Supreme Court declawed the Voting Rights Act,
Black people once again have become second-class citizens under Jim
Crow 2.0. The Republican Party has relied on voter suppression and
intimidation, voter purges and gerrymandering as their weapons of
choice to disenfranchise Black voters. Biden must sign the John
R. Lewis Voting Rights Advancement Act,
which passed Congress and stalled in the Senate.
This
legislation would restore
the Voting Rights Act,
reinstate federal oversight of state election laws and dismantle
barriers for voters to access the ballot. A fight for racial justice
in our elections also means eliminating
corruption and unlimited money in politics,
in which a relatively small group of white men have paid for the
policies that continue to oppress the poor and people of color.
Biden
and the Democrats must also seek reform of the undemocratic Electoral
College
and U.S. Senate, institutions created to support slaveholding states
and distort their power. Other statehood for the District of Columbia
and the Caribbean
and Pacific islands
that are U.S. territories, yet whose 4
million American citizens
cannot vote in federal elections.
THE
COURTS
America’s
judicial system cannot provide equal justice when it does not reflect
the diversity of the nation, and it becomes the captive of a narrow
ideology of white Christian nationalists.

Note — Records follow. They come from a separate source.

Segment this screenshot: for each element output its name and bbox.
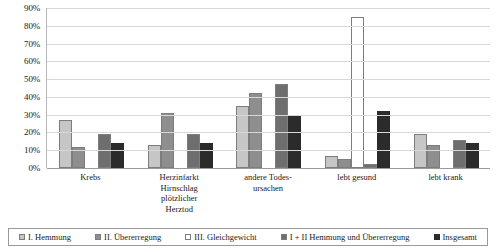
bar-group xyxy=(225,8,314,168)
legend-item[interactable]: Insgesamt xyxy=(434,233,477,242)
bar xyxy=(351,17,364,168)
y-axis-tick-label: 50% xyxy=(24,75,40,84)
bar xyxy=(288,115,301,168)
x-axis-labels: KrebsHerzinfarkt Hirnschlag plötzlicher … xyxy=(46,172,490,216)
bar xyxy=(325,156,338,168)
gridline xyxy=(47,79,490,80)
bar xyxy=(249,93,262,168)
x-axis-label: lebt krank xyxy=(401,172,490,183)
gridline xyxy=(47,97,490,98)
bar xyxy=(453,140,466,168)
chart-legend: I. HemmungII. ÜbererregungIII. Gleichgew… xyxy=(8,228,488,246)
legend-swatch-icon xyxy=(185,234,191,240)
x-axis-label: Krebs xyxy=(46,172,135,183)
gridline xyxy=(47,61,490,62)
bars-layer xyxy=(47,8,490,168)
bar-group xyxy=(313,8,402,168)
legend-item[interactable]: I + II Hemmung und Übererregung xyxy=(281,233,410,242)
bar xyxy=(200,143,213,168)
bar xyxy=(161,113,174,168)
legend-swatch-icon xyxy=(19,234,25,240)
bar xyxy=(377,111,390,168)
grid-area xyxy=(46,8,490,168)
legend-swatch-icon xyxy=(281,234,287,240)
gridline xyxy=(47,44,490,45)
legend-item[interactable]: II. Übererregung xyxy=(95,233,161,242)
y-axis: 90%80%70%60%50%40%30%20%10%0% xyxy=(0,8,44,168)
bar-group xyxy=(402,8,491,168)
legend-item[interactable]: III. Gleichgewicht xyxy=(185,233,256,242)
bar xyxy=(427,145,440,168)
gridline xyxy=(47,150,490,151)
chart-figure: 90%80%70%60%50%40%30%20%10%0% KrebsHerzi… xyxy=(0,0,496,252)
legend-swatch-icon xyxy=(434,234,440,240)
x-axis-label: lebt gesund xyxy=(312,172,401,183)
legend-item[interactable]: I. Hemmung xyxy=(19,233,71,242)
plot-area: 90%80%70%60%50%40%30%20%10%0% KrebsHerzi… xyxy=(0,0,496,215)
legend-label: III. Gleichgewicht xyxy=(194,233,256,242)
legend-label: II. Übererregung xyxy=(104,233,161,242)
legend-swatch-icon xyxy=(95,234,101,240)
gridline xyxy=(47,8,490,9)
bar xyxy=(148,145,161,168)
gridline xyxy=(47,132,490,133)
y-axis-tick-label: 80% xyxy=(24,21,40,30)
y-axis-tick-label: 0% xyxy=(28,164,40,173)
bar xyxy=(466,143,479,168)
bar xyxy=(59,120,72,168)
bar-group xyxy=(47,8,136,168)
legend-label: I + II Hemmung und Übererregung xyxy=(290,233,410,242)
y-axis-tick-label: 10% xyxy=(24,146,40,155)
x-axis-label: andere Todes- ursachen xyxy=(224,172,313,193)
legend-label: Insgesamt xyxy=(443,233,477,242)
legend-label: I. Hemmung xyxy=(28,233,71,242)
y-axis-tick-label: 40% xyxy=(24,92,40,101)
y-axis-tick-label: 90% xyxy=(24,4,40,13)
gridline xyxy=(47,115,490,116)
gridline xyxy=(47,26,490,27)
x-axis-label: Herzinfarkt Hirnschlag plötzlicher Herzt… xyxy=(135,172,224,214)
bar xyxy=(338,159,351,168)
y-axis-tick-label: 70% xyxy=(24,39,40,48)
bar xyxy=(111,143,124,168)
y-axis-tick-label: 20% xyxy=(24,128,40,137)
gridline xyxy=(47,168,490,169)
y-axis-tick-label: 30% xyxy=(24,110,40,119)
bar-group xyxy=(136,8,225,168)
y-axis-tick-label: 60% xyxy=(24,57,40,66)
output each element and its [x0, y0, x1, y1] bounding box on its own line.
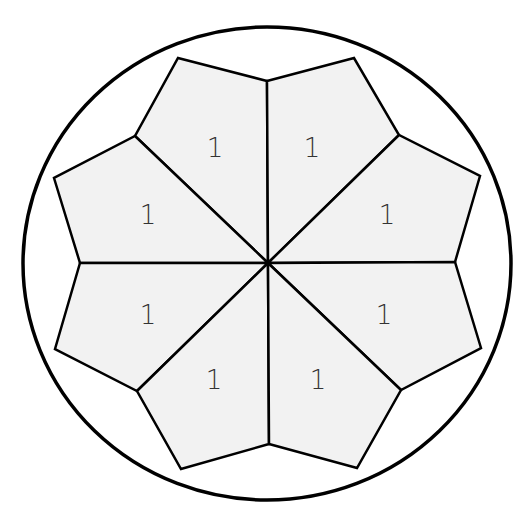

With the confirmation of
Justice
Amy Coney Barrett,
the Supreme Court has a 6-3 conservative majority.
Outsourcing
its judicial selection process to a shady dark money operation known
as the Federalist
Society,
the Trump administration stacked the courts with extremist political
operatives, mostly young
white men,
often unqualified, and united in their opposition to civil rights and
social justice.
If
Biden has any chance of making his policies stick, he requires a
reformed
and balanced federal court system,
with more seats on the Supreme Court and the lower courts to increase
diversity and inclusion, term limits, and a code of ethics for
Supreme Court justices. Everything should be on the table.
CLIMATE
JUSTICE
People
of color are disproportionately impacted by climate change. In an era
of environmental degradation brought on by climate change, and
economic depression resulting from years of inequality exacerbated by
a year of COVID-19, Biden must fight multiple pandemics at once.
A
green
jobs program
or Green
New Deal
would
wean America off fossil fuels, build a badly needed green
infrastructure, create millions of new jobs and repair the historic
environmental injustices visited upon indigenous people, the poor and
communities of color.
INVESTIGATE
TRUMP
Finally,
the Biden White House must find out where Trump buried all the
bodies. We may not know the full extent of his potential criminality
and corruption for years to come. From potential tax fraud, the
intentional mass deaths of Americans under COVID-19 - under the
assumption that people of color would suffer the most - to sabotaging
the post office, and from the forced sterilization of Black and Brown
migrant women by the kidnapping of children in ICE detention centers,
crimes and violations have most certainly been committed.
Part
of disinfecting the White House for future use includes a
presidential
crimes commission
to get to the heart of what Trump did in our name.
Black
voters need an agenda, and we must take that agenda to the soon-to-be
President Joe Biden and Vice President Kamala Harris. A Biden victory
does not mean Black America can afford to take a nap until the 2024
election. Democracy is not an armchair spectator sport, and the past
four years have taught us as much.
As
the old Teddy
Pendergrass
song goes, “Wake up everybody, no more sleepin’ in bed.”